Friday, July 30, 2010

I guess


we are not destined to be together
in a well-lit room, full of ashes
and drowned by alcohol.

I guess we are not destined to be together
in the midnight sky
our stars belong to irreconcilable
constellations.

I guess we are better off
as dried leaves
drawn away by the twin falls.
But who knows, perhaps
those leaves will meet again
in the sewage of elusive
coincidence.

Friday, July 23, 2010

I wrote this for you


What was important for me was to see you.
And see you happy.
What was essential for me was to be with you.
And smell your existence.
What was ecstatic for me was to see you.
And hear your voice.

Your eyes magnetized my eyes.
Three seconds was like eternity.
I don't know what was on your mind.
You don't know how you invaded my mind.
I get so weak hearing you say my name.
And talking to me.

But that day was special for me.
It was my present to myself:
To see your masterpiece
and to replenish this empty heart
with your breathing, your voice.

It's when you're near I don't feel
a stranger in the night.

The Circus Is Cheaper When It Rains


I’ve taken the same ride too many times.

I could fall asleep in the loop.

I know the clowns wipe the fake, makeup smiles off their faces once the show is done.

I know the lions sleep in cages at night.

I know the tightrope walkers have blisters on their feet.

I know the ringmaster doesn’t believe in what he yells to the crowd anymore.

I know the strongman, isn’t as strong as he once was.

I know the candy floss has always been, just sugar and air.

You are the only reason I come back here every night.
 
* * *
 http://www.iwrotethisforyou.me/2010/07/circus-is-cheaper-when-it-rains.html

Sunday, July 11, 2010

Our Hollows



I was in deep slumber when you were not around.
I was dreaming of your arrival at my drunken place.
I had a cone of ice cream that did not melt.

You had me at one tap at the back.
You had me believed that you were my savior.
You were a seed growing inside my body.

We have never really met at all.
We are worlds apart.
We have been looking at each other:
with the universe between us.

Wednesday, July 7, 2010

My Changing World


Over here, over there
changes are everywhere;
changes that have end,
the world that suffers the world today.

The rivers, lakes and seas,
became dirty and worst
please stop your negligence, now!
or else you will be sorry.

Our forests, mountains and
trees in the past,
were blooming and growing;
but today I am wondering,
why now all is gone.

Many people get sick,
because of over population;
the epidemic spreads fast,
and many people die.

Many factories are built
but they cause pollutions;
they dump their wastes
into the rivers,
and many livelihoods there die.

I don’t know what to do now,
because I don't know what my
future environment is,
I must conserve and protect it
in our changing world.

***

This is my first poem published in our elementary school paper.
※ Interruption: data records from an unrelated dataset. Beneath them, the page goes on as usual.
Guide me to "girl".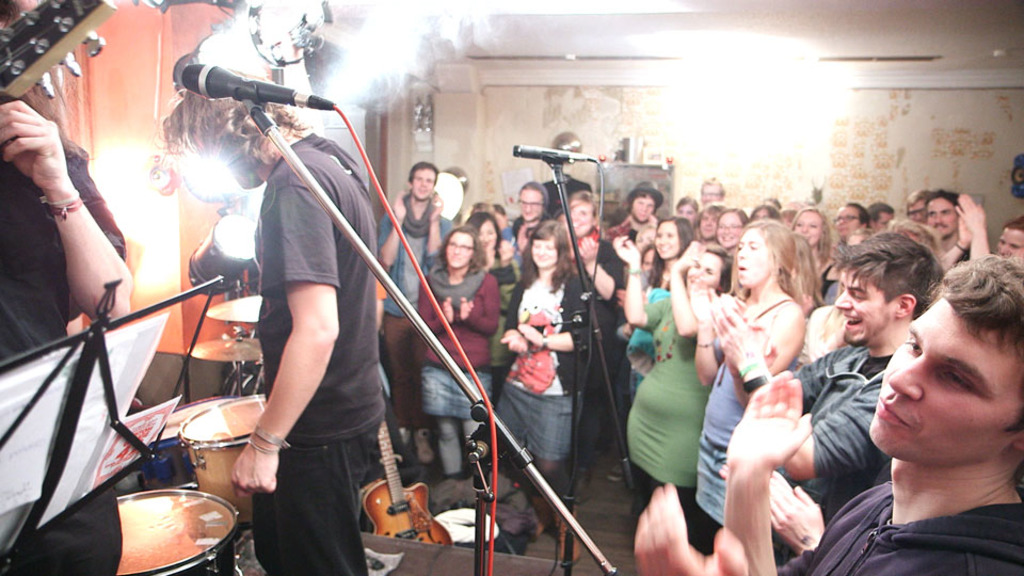
Guidance: left=413, top=223, right=522, bottom=493.
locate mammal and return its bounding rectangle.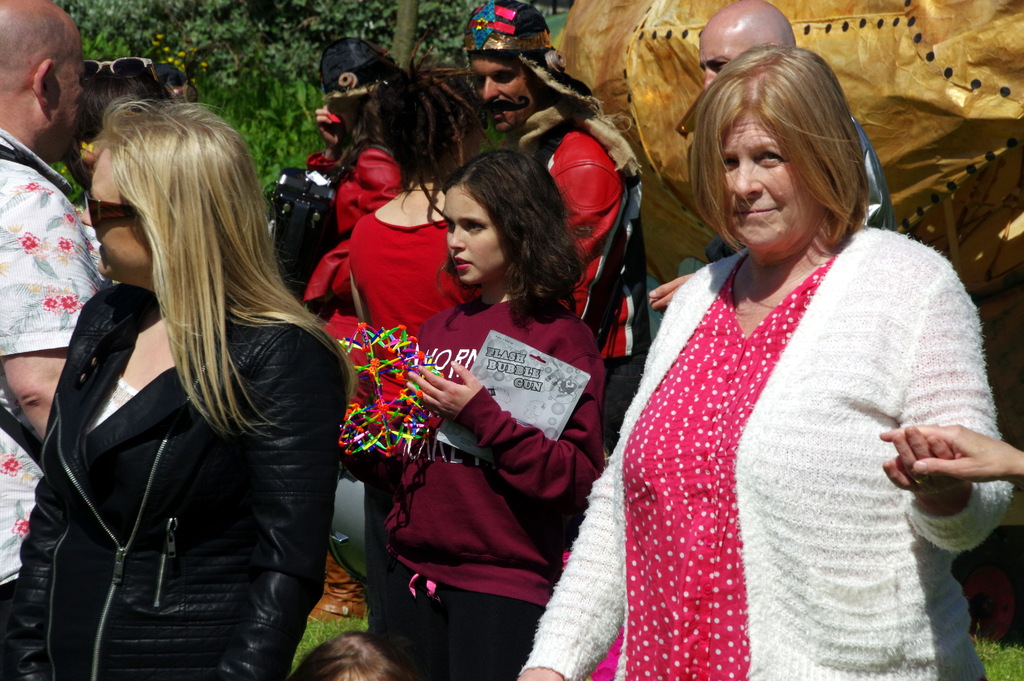
[x1=2, y1=0, x2=113, y2=680].
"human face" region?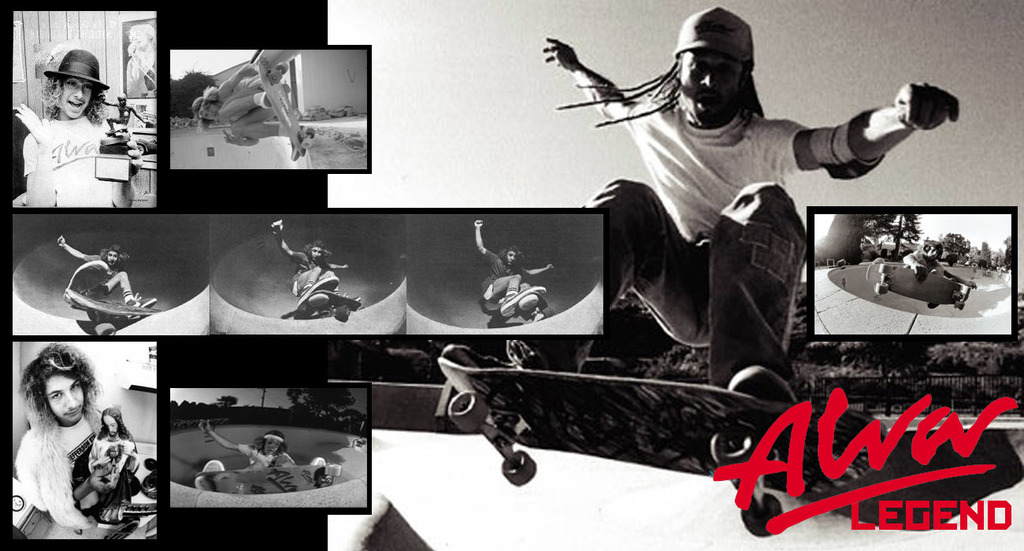
{"left": 132, "top": 32, "right": 146, "bottom": 47}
The start of my random, unnoticed writing career.

Sunday, July 4, 2010

Walking Around


It so happens I am sick of being a man. And it happens that I walk into tailorshops and movie houses dried up, waterproof, like a swan made of felt steering my way in a water of wombs and ashes. The smell of barbershops makes me break into hoarse sobs. The only thing I want is to lie still like stones or wool. The only thing I want is to see no more stores, no gardens, no more goods, no spectacles, no elevators. It so happens that I am sick of my feet and my nails and my hair and my shadow. It so happens I am sick of being a man. Still it would be marvelous to terrify a law clerk with a cut lily, or kill a nun with a blow on the ear. It would be great to go through the streets with a green knife letting out yells until I died of the cold. I don’t want to go on being a root in the dark, insecure, stretched out, shivering with sleep, going on down, into the moist guts of the earth, taking in and thinking, eating every day. I don’t want so much misery. I don’t want to go on as a root and a tomb, alone under the ground, a warehouse with corpses, half frozen, dying of grief. That’s why Monday, when it sees me coming with my convict face, blazes up like gasoline, and it howls on its way like a wounded wheel, and leaves tracks full of warm blood leading toward the night. And it pushes me into certain corners, into some moist houses, into hospitals where the bones fly out the window, into shoeshops that smell like vinegar, and certain streets hideous as cracks in the skin. There are sulphur-colored birds, and hideous intestines hanging over the doors of houses that I hate, and there are false teeth forgotten in a coffeepot, there are mirrors that ought to have wept from shame and terror, there are umbrellas everywhere, and venoms, and umbilical cords. I stroll along serenely, with my eyes, my shoes, my rage, forgetting everything, I walk by, going through office buildings and orthopedic shops, and courtyards with washing hanging from the line: underwear, towels and shirts from which slow dirty tears are falling.

–Pablo Neruda,

I "prosed" the poem.

I would just like to add this: When I walked around Vito Cruz, I saw amongst the garbage on the sidewalks used condoms. SO, one of the poem’s lines should read: "there are umbrellas everywhere, and venoms, and umbilical cords, and condoms." I hated seeing them. Photographs are on my mind.